The path of personality may be unique to each individual with different challenges, but overcoming and overcoming these challenges requires adherence to basic principles that are often shared.

Book Summary of the Character Road
What is the path of great and influential personalities, whose characteristics and performance and life we ​​admire? The Road to Character is the result of the author David Brooks’ attempt to answer this question.

Why do we recommend The Road to Personality?
The Road to Personality topped the New York Times bestseller list and was named The Economist of the Year. Along with an important and interesting central idea, David Brooks brings anecdotes and stories of inspiring and influential characters to the book that make reading it both more enjoyable and more effective.

In The Road to Personality, Brooks also looks at the social and cultural changes of today and the past, and this curiosity and questions make the reader useful.

With the wisdom, wit, curiosity, and insight that have drawn millions of readers to the New York Times column and his previous bestsellers, David Brooks has consistently illuminated our daily lives in surprising and original ways.

In The Animal Social, he discovered the neuroscience of human relationships and how we can grow together. Now, in his book The Road to Personality, he focuses on the deeper values ​​that should make our lives aware. In response to what he calls my great culture, which emphasizes external success, Brooks challenges us and himself to the scales between “resume values” – the pursuit of wealth, fame and position – and “values Balance the things that are at the core of our being: kindness, courage, honesty, or loyalty, by focusing on what kind of relationships we have.
Looking at some of the world’s greatest thinkers and inspirational leaders, Brooks explores how, through their inner struggle and sense of self-limitation, they have built a strong inner personality. One labor activist, Francis Perkins, realized the need to suppress parts of himself in order to be a tool for greater ends. Dwight D. Eisenhower did not organize his life around sudden self-expression but focused on self-limitation. Dorothy Rooz, a devoted Catholic servant and poor hero, learned the words of simplicity and surrender as a young woman. Civil rights pioneers Philip Randolph and Biarrard Rustin learned the skill and logic of self-discipline, the need to distrust someone even during the Crusades.

In The Road to Personality, Brooks combines psychology, politics, spirituality, and confession. The character path gives us the opportunity to reconsider our priorities and try to build a rich inner life that is a sign of humility and moral depth.
“Happiness is a by-product experienced by people who aim for other things,” writes David Brooks.
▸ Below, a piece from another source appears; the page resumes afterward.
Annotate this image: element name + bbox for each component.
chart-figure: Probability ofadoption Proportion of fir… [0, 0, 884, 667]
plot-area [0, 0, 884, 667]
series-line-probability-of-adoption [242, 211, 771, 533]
Recently, I have been constantly thinking about the difference between the virtues of resumes and the virtues of commendations. The virtues or good qualities of resumes are those that you include in your resume, the abilities that you bring to market and contribute to your external success. The virtues of praise, however, are those which are spoken of after your death and at your funeral or at your memorial service, that is, the attributes which form the core of your being. Whether you are kind, brave, honest or loyal; And what kind of relationships you have.
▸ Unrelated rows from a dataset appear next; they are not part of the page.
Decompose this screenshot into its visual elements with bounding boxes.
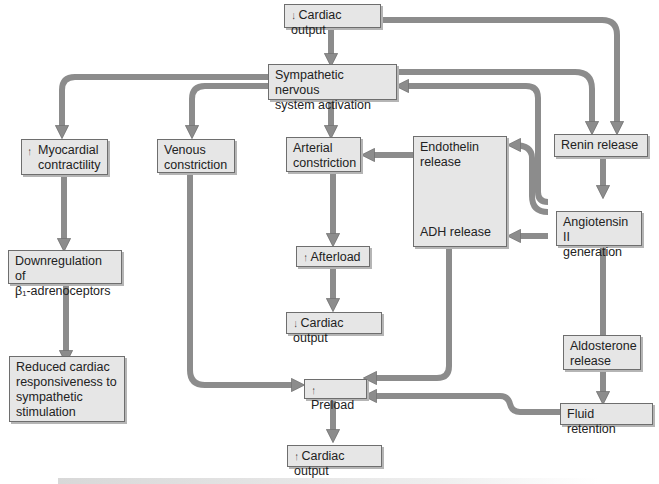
node-fluid-retention: Fluid retention <box>560 403 653 425</box>
node-aldosterone-release: Aldosterone release <box>563 335 641 370</box>
node-cardiac-output-increased: ↑Cardiac output <box>287 445 382 467</box>
node-preload-increased: ↑Preload <box>304 379 367 399</box>
node-beta1-downregulation: Downregulation of β₁-adrenoceptors <box>8 250 122 284</box>
node-cardiac-output-decreased: ↓Cardiac output <box>284 4 381 28</box>
down-arrow-icon: ↓ <box>292 8 295 23</box>
caption-band <box>58 478 598 484</box>
node-reduced-cardiac-responsiveness: Reduced cardiac responsiveness to sympat… <box>9 356 125 422</box>
node-cardiac-output-decreased-2: ↓Cardiac output <box>286 312 382 334</box>
up-arrow-icon: ↑ <box>295 449 298 464</box>
arrow-sns-to-renin <box>397 72 592 128</box>
node-angiotensin-ii: Angiotensin II generation <box>556 211 642 246</box>
node-arterial-constriction: Arterial constriction <box>286 137 361 172</box>
node-sns-activation: Sympathetic nervous system activation <box>268 64 397 100</box>
node-renin-release: Renin release <box>554 134 648 157</box>
arrow-venous-to-preload <box>190 172 298 385</box>
node-venous-constriction: Venous constriction <box>157 139 235 173</box>
arrow-fluid-to-preload <box>370 396 560 412</box>
up-arrow-icon: ↑ <box>304 250 307 265</box>
down-arrow-icon: ↓ <box>294 316 297 331</box>
node-endothelin-adh-release: Endothelin release ADH release <box>413 136 507 247</box>
up-arrow-icon: ↑ <box>312 383 315 398</box>
up-arrow-icon: ↑ <box>28 144 31 159</box>
node-myocardial-contractility: ↑Myocardial contractility <box>21 139 108 175</box>
node-afterload-increased: ↑Afterload <box>296 246 370 267</box>
arrow-sns-to-venous <box>192 86 268 132</box>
Our education system pays more attention to the virtues of resumes than the virtues of praise. Public discourses, such as advice for improving behavior in magazines, or best-selling nonfiction books, all address this group of virtues and positive traits.
Most of us have far clearer strategies for achieving professional success than building a strong personality. In The New York Times bestseller, The Road to Character, Brooks completes the approach of his previous book and adds strengths to his narrative strategy, including replacing fictional characters with real people and celebrities. , Garnered critical acclaim and approval.